Various items got added to and subtracted from my bio over the next year
and a half, and every now and then I would check for errors (there were
surprisingly few). It was on one such foray that I discovered I'd been
designated for wiki oblivion, like a dead tree marked with orange spray
paint for the city arborist to uproot.
Talk about humiliating! Wikipedia does not, it assures readers, measure
notability "by Wikipedia editors' own subjective judgments." In other
words, it was nothing personal. But to be told that one has been found
objectively unworthy hardly softens the blow. "Think of all your friends
and colleagues who've never been listed," a pal consoled. Cold comfort. If
you've never been listed in Wikipedia you can always argue that your
omission is an oversight. Not me. I've been placed under a microscope and,
on the basis of careful and dispassionate analysis, excluded from the most
comprehensive encyclopedia ever devised. Ouch!
But the terms of eviction from Wikipedia raise a larger issue than the
bruised ego of one scribbler (or Jungian analyst or anime artist or
Finnish security consultant). Why does Wikipedia have a "notability"
standard?
We know why other encyclopedias need to limit the topics they cover. If
they're on paper, they're confined by space. If they're on the Web,
they're confined by staff size. But Wikipedia commands what is, for all
practical purposes, infinite space and infinite manpower. The drawback to
Wikipedia's ongoing collaboration with readers is that entries are
vulnerable to error, clumsy writing and sabotage. The advantage is that
Wikipedia can draw on the collective interests and knowledge of its
hundreds of thousands of daily visitors to cover, well, anything. To limit
that scope based on notions of importance and notability seems
self-defeating. If Wikipedia publishes a bio of my cleaning lady, that
won't make it any harder to field experts to write and edit Wikipedia's
bio of Albert Einstein. So why not let her in?
Granted, there are a few practical limits to covering any and all topics,
"important" or not. One is privacy. Assuming that my cleaning lady were
neither a public figure nor part of any larger story, it would be
difficult to justify posting her bio against her will. Another limit is
accuracy. The bio's assertions about my cleaning lady would have to be
independently verifiable from trustworthy sources made available to
readers. Otherwise Wikipedia's vast army of volunteer fact-checkers would
be unable to find out whether the bio was truthful.
But Wikipedia already maintains rules concerning verifiability and
privacy. Why does it need separate rules governing "notability"?

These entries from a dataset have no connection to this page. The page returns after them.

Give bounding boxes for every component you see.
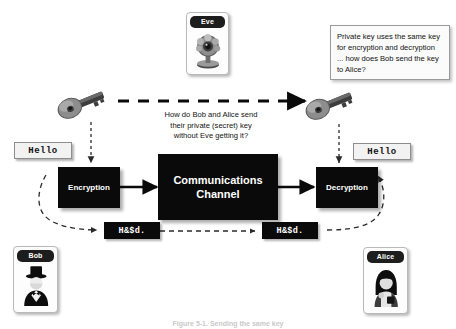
question-line-2: their private (secret) key	[140, 121, 282, 132]
channel-label-line-2: Channel	[173, 187, 262, 201]
private-key-note-text: Private key uses the same key for encryp…	[337, 32, 440, 74]
alice-card[interactable]: Alice	[363, 247, 408, 314]
encryption-box[interactable]: Encryption	[58, 167, 120, 208]
key-icon	[53, 84, 109, 124]
alice-card-title: Alice	[367, 251, 404, 263]
spy-webcam-icon	[190, 28, 225, 72]
crypto-key-exchange-diagram: Eve Private key us	[0, 0, 456, 329]
private-key-note: Private key uses the same key for encryp…	[330, 25, 450, 80]
question-line-1: How do Bob and Alice send	[140, 110, 282, 121]
woman-avatar-icon	[367, 263, 404, 311]
figure-caption: Figure 5-1. Sending the same key	[0, 320, 456, 327]
channel-label-line-1: Communications	[173, 173, 262, 187]
ciphertext-left: H&$d.	[104, 222, 160, 239]
plaintext-left: Hello	[14, 142, 72, 159]
question-line-3: without Eve getting it?	[140, 131, 282, 142]
key-exchange-question: How do Bob and Alice send their private …	[140, 110, 282, 142]
ciphertext-right: H&$d.	[262, 222, 318, 239]
key-icon	[301, 84, 357, 126]
key-icon-right-wrapper	[301, 84, 357, 126]
man-tophat-avatar-icon	[17, 262, 54, 310]
bob-card-title: Bob	[17, 250, 54, 262]
communications-channel-box[interactable]: Communications Channel	[158, 154, 278, 220]
plaintext-right: Hello	[353, 143, 411, 160]
decryption-box[interactable]: Decryption	[316, 167, 378, 208]
eve-card-title: Eve	[190, 16, 225, 28]
key-icon-left-wrapper	[53, 84, 109, 124]
eve-card[interactable]: Eve	[186, 12, 229, 75]
bob-card[interactable]: Bob	[13, 246, 58, 313]
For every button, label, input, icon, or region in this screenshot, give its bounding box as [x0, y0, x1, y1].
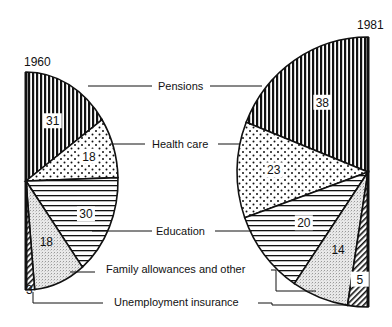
value-label: 18: [40, 235, 54, 249]
value-label: 38: [316, 96, 330, 110]
value-label: 23: [267, 163, 281, 177]
value-label: 18: [82, 150, 96, 164]
label-family-allowances: Family allowances and other: [106, 263, 246, 275]
pie-chart-comparison: 1960 1981 Pensions Health care Education…: [0, 0, 392, 327]
year-label-1981: 1981: [357, 18, 384, 32]
value-label: 20: [297, 216, 311, 230]
label-pensions: Pensions: [158, 80, 204, 92]
value-label: 30: [79, 207, 93, 221]
pie-1981: [237, 37, 368, 307]
label-education: Education: [156, 225, 205, 237]
value-label: 14: [331, 243, 345, 257]
year-label-1960: 1960: [24, 55, 51, 69]
value-label: 31: [46, 114, 60, 128]
label-health-care: Health care: [152, 138, 208, 150]
pie-1960: [26, 72, 118, 290]
value-label: 5: [356, 273, 363, 287]
value-unemployment-1960: 3: [26, 283, 33, 297]
label-unemployment-insurance: Unemployment insurance: [114, 296, 239, 308]
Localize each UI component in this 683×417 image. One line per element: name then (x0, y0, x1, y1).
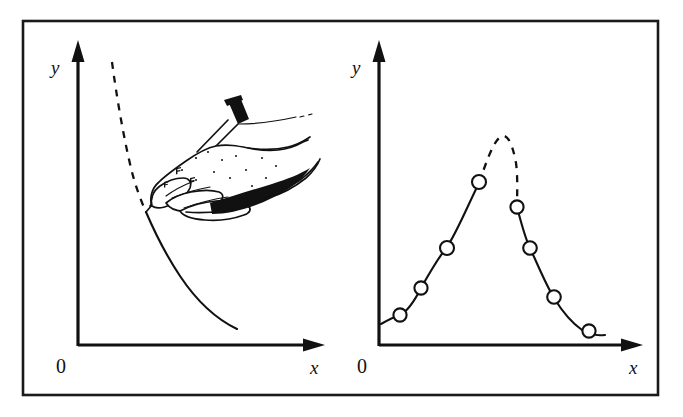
data-point (414, 281, 427, 294)
data-point (472, 175, 486, 189)
right-curve-peak-dashed (479, 136, 517, 206)
right-origin-label: 0 (357, 356, 367, 376)
left-y-axis-arrowhead (72, 40, 85, 62)
data-point (582, 324, 595, 337)
hand-with-pencil-illustration (146, 95, 320, 220)
data-point (547, 290, 561, 304)
left-x-axis (78, 339, 325, 352)
left-curve-solid (146, 212, 237, 329)
right-y-axis-label: y (352, 58, 360, 77)
left-panel (72, 40, 326, 352)
data-point (440, 241, 454, 255)
right-y-axis (373, 40, 386, 346)
figure-root: y 0 x y 0 x (0, 0, 683, 417)
left-y-axis (72, 40, 85, 346)
right-x-axis (379, 339, 643, 352)
data-point (393, 308, 406, 321)
left-x-axis-arrowhead (303, 339, 325, 352)
data-point (510, 200, 523, 213)
left-curve-dashed (112, 62, 146, 212)
right-y-axis-arrowhead (373, 40, 386, 62)
wrist-upper-edge (248, 137, 310, 149)
left-origin-label: 0 (56, 356, 66, 376)
left-y-axis-label: y (51, 58, 59, 77)
right-x-axis-label: x (629, 358, 637, 377)
right-x-axis-arrowhead (621, 339, 643, 352)
left-x-axis-label: x (310, 358, 318, 377)
pencil-point (146, 205, 152, 212)
right-curve-falling (517, 207, 605, 335)
sleeve-hint-line (300, 114, 312, 117)
figure-border (23, 21, 658, 395)
figure-canvas (0, 0, 683, 417)
data-point (523, 241, 537, 255)
right-curve-rising (381, 183, 479, 324)
right-panel (373, 40, 644, 352)
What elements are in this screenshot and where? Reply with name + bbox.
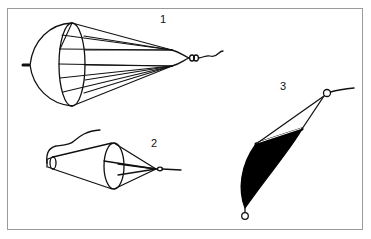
parachute-sea-anchor-1 <box>23 23 223 106</box>
figure-label-3: 3 <box>280 80 286 92</box>
figure-label-2: 2 <box>151 137 157 149</box>
sheet-drogue-3 <box>241 88 354 219</box>
figure-label-1: 1 <box>160 13 166 25</box>
drogue-illustrations <box>0 0 371 239</box>
cone-drogue-2 <box>47 130 181 189</box>
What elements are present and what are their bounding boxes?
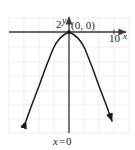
graph-canvas: [0, 0, 135, 150]
parabola-graph-figure: y x 2 10 (0, 0) x=0: [0, 0, 135, 150]
axis-of-symmetry-equals: =: [58, 135, 66, 147]
axis-of-symmetry-label: x=0: [53, 136, 72, 147]
x-axis-tick-label-10: 10: [109, 33, 120, 44]
axis-of-symmetry-value: 0: [66, 135, 72, 147]
y-axis-label: y: [62, 16, 66, 26]
vertex-coordinate-label: (0, 0): [71, 20, 95, 31]
y-axis-tick-label-2: 2: [56, 19, 62, 30]
x-axis-label: x: [123, 32, 127, 41]
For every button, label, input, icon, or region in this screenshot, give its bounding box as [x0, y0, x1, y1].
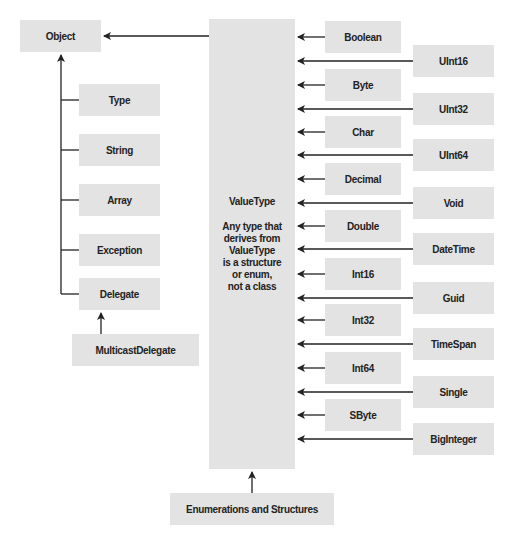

Wikipedia's attempt to define who or what is notable is so rococo that it
even has elaborate notability criteria for porn stars. A former Playboy
Playmate of the Month is notable; a hot girlfriend to a famous rock star
is not. Inside the permanent town meeting that is Wikipedia's governing
structure--a New Yorker article about Wikipedia last year reported that 25
percent of Wikipedia is devoted to governance of the site--the notability
standard is a topic of constant dispute.
When people go to this much trouble to maintain a distinction rendered
irrelevant by technological change, the search for an explanation usually
leads to Thorstein Veblen's 1899 book, "The Theory of the Leisure Class."
This extended sociological essay argues that the pursuit of status based
on outmoded social codes takes precedence over, and frequently undermines,
the rational pursuit of wealth and, more broadly, common sense.
Hierarchical distinctions among people and things remain in force not
because they retain practical value, but because they have become
pleasurable in themselves. Wikipedia's stubborn enforcement of its
notability standard suggests that Veblen was right. We limit entry to the
club not because we need to, but because we want to.